Given the devisiveness of Chris Claremont’s early 2000’s “X-treme X-Men” series, the title brings a lot of baggage along with it. But anyone with positive or negative feelings about that title should disregard them right now – this is certainly not that book. The real question is whether Greg Pak’s multiverse-spanning new series is good enough to survive no matter what it’s called…
As a note, I’m about to spoil a surprise or two from the first few pages. Nothing beyond that.

Written by Greg Pak
Illustrated by Stephen Segovia– Spinning out of the pages of ASTONISHING X-MEN!
– Travel the multiverse with Captain Howlett, Kid Nightcrawler, and Emmeline Frost
– Which X-Men will be lost between dimensions…with no guaranteed way home?
The issue opens on Kid Nightcrawler operating a connective device linking the heads of many alternate versions of Charles Xavier. Their collective aim is to teleport the population and structures of a dying world to an apparently uninhabited planet. They succeed in spectacular fashion, but the celebration is short-lived as they have also apparently set off a rift in the multiverse that will be driving the cast to proactively take on the consequences over the course of the series. The greatest successes of this issue are in the high-concept scenes like this. Stephen Segovia renders the sequence beautifully and the image of Nightcrawler with the Professor X heads surrounding him is not one I will soon forget. There are a couple of pure sci-fi scenes like this where Pak and Segovia really shine.
Alternate universe stories tend to be about taking characters and worlds that we know and love and spinning them in a variety of surprising ways. Writers enjoy taking characters that we’re familiar with and putting them in unfamiliar situations that often operate outside of the “laws” of the universe that we’re used to seeing them in. Because there are no laws, the characters must be your anchor. We have to want to follow these characters into the unknown. And this is where “X-treme X-Men” leaves the reader just a little bit wanting.

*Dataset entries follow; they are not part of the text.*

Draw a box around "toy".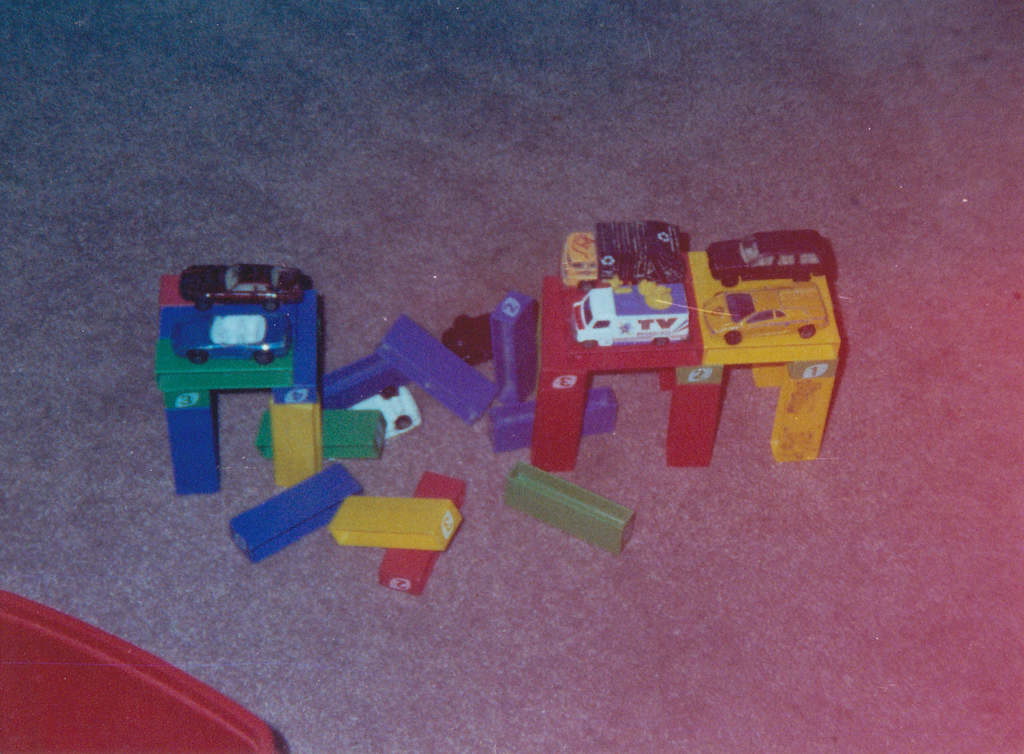
crop(374, 312, 500, 425).
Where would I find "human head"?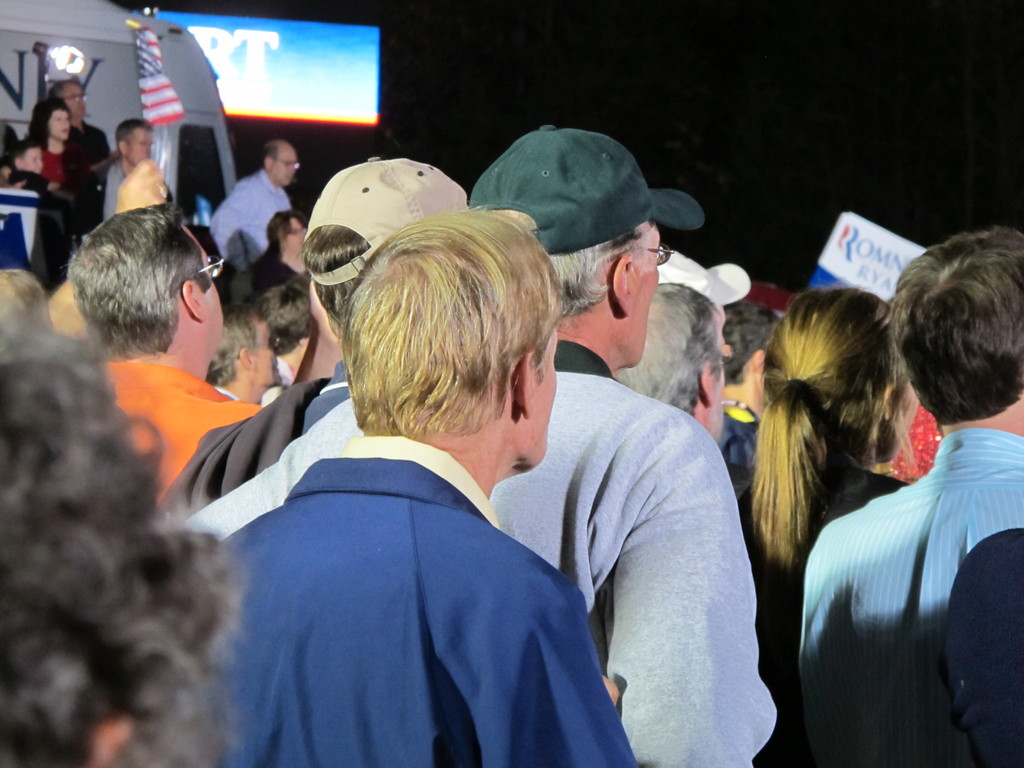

Though you may or may not have seen the characters of Capt. James Howlett, Emmeline Frost-Summers, and Kurt Waggoner in Pak’s short stint on “Astonishing X-Men,” they’ll be mainstays in this book. Each of them is a slight but obvious variation on original X-Men characters; however, at this point they are generally speaking and acting as the characters that they are supposed to be variations on. Truth be told, it’s tough to read them as anything but the characters they are spun out of. Perhaps the reliable Pak will find some unique aspects to these characters, but the first issue definitely left them in the cold in favor of the character that seems to be the focus of this book: Dazzler. Dazzler gets pulled into a dimensional rift and the aforementioned alt-X-Men go in after her. From there, the story is set as they have forced to make right the changes caused by the many Xaviers and eventually get back home.
Having read the first issue, “X-treme X-Men” is going to live and die by the Dazzler character. The first time we see her, she’s manipulating the concert of her own male-in-drag impersonator. The crowd loves it, somehow. She catches up with her new session guitarist/sort-of-boyfriend and the two of them share a couple pages of awkward banter. The dialogue here is supposed to be a bit of nerves and a bit flirtacious, but it comes off a little cheesier instead. (Not as cheesy as her issue #1 battle-cry: “This B-side totally rocks!”)
It doesn’t help that Segovia’s art doesn’t elevate the script on these low-key scenes either. His style appears to involve a lot of canted angles and a penchant for lots of apparent motion in the panels. While this works well for the sprawling and imaginative sci-fi scenes, it does nothing for the slice-of-life aspects of the book. One begins to notice the strange faces and postures of the characters when they aren’t busy launching themselves into battle.
I don’t think that there is any such thing as a bad character, and Dazzler is already proving herself to be some kind of asset to this group, but she is definitely the main character of this story. Pak and Segovia embrace the inherent ridiculousness of her pop-star character with goofy outfits and cheesy dialogue that just didn’t work for me. If you’re not a Dazzler fan, this issue won’t do anything to change your mind. And the wonderful high science concepts were too few and far between.
Final Verdict: 5.0 – Dazzler fan? Sure, give it a try. Everyone else, borrow the first issue from your Dazzler-fan friend. Or don’t.